Too often, though, as we gradually discovered during the Simpson trial, was that such abuse was overlooked or not fully investigated. Our newspapers were at fault here also in neglecting to report such outrages. The public humiliation alone of one’s being arrested can be enough, in some instances, to deter the offender from ever acting in such a manner again.

Domestic abuse was at the heart of the Simpson case from the beginning. Had the man no previous history of abuse, no record of 911 emergency calls from his spouse, no previous conviction, then the motive of jealousy would not have been so much a part of the prosecution’s case. Stories of the defendant defying police, driving right past them like a halfback breaking tackles, sent shivers down the spines of any women who had similar experiences and wondered who else, if not the cops, they could call.

As we watch O.J. Simpson play golf on the TV highlights, a free man, you know something and so does he.

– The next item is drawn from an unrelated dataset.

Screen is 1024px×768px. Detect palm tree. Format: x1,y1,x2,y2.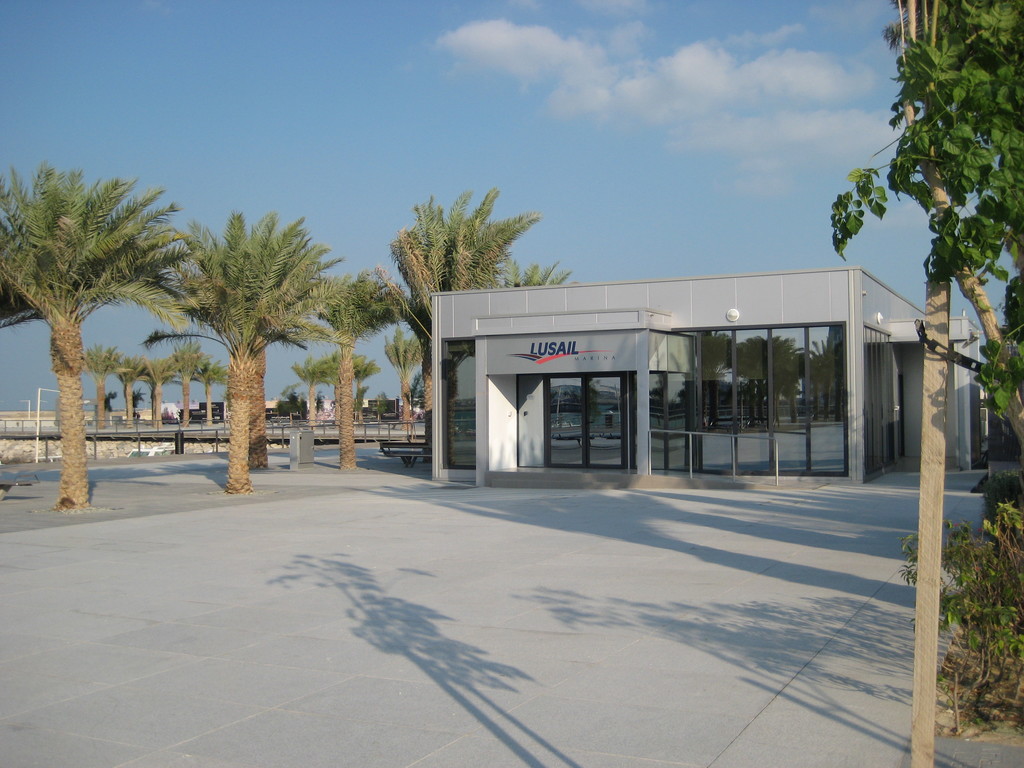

Namely, that either this is the most wrongfully accused man of the ages, incarcerated and vilified unjustly, to whom the world owes every apology, or this is evil personified, venal, lost-soul evil.

How often I wish that no crime could ever be reported on a sports page, nothing struck other than a baseball, nothing stolen other than a base. The real world can be a mystifying place, alas, where athletes, figuratively and perhaps even literally, still feel they can get away with murder.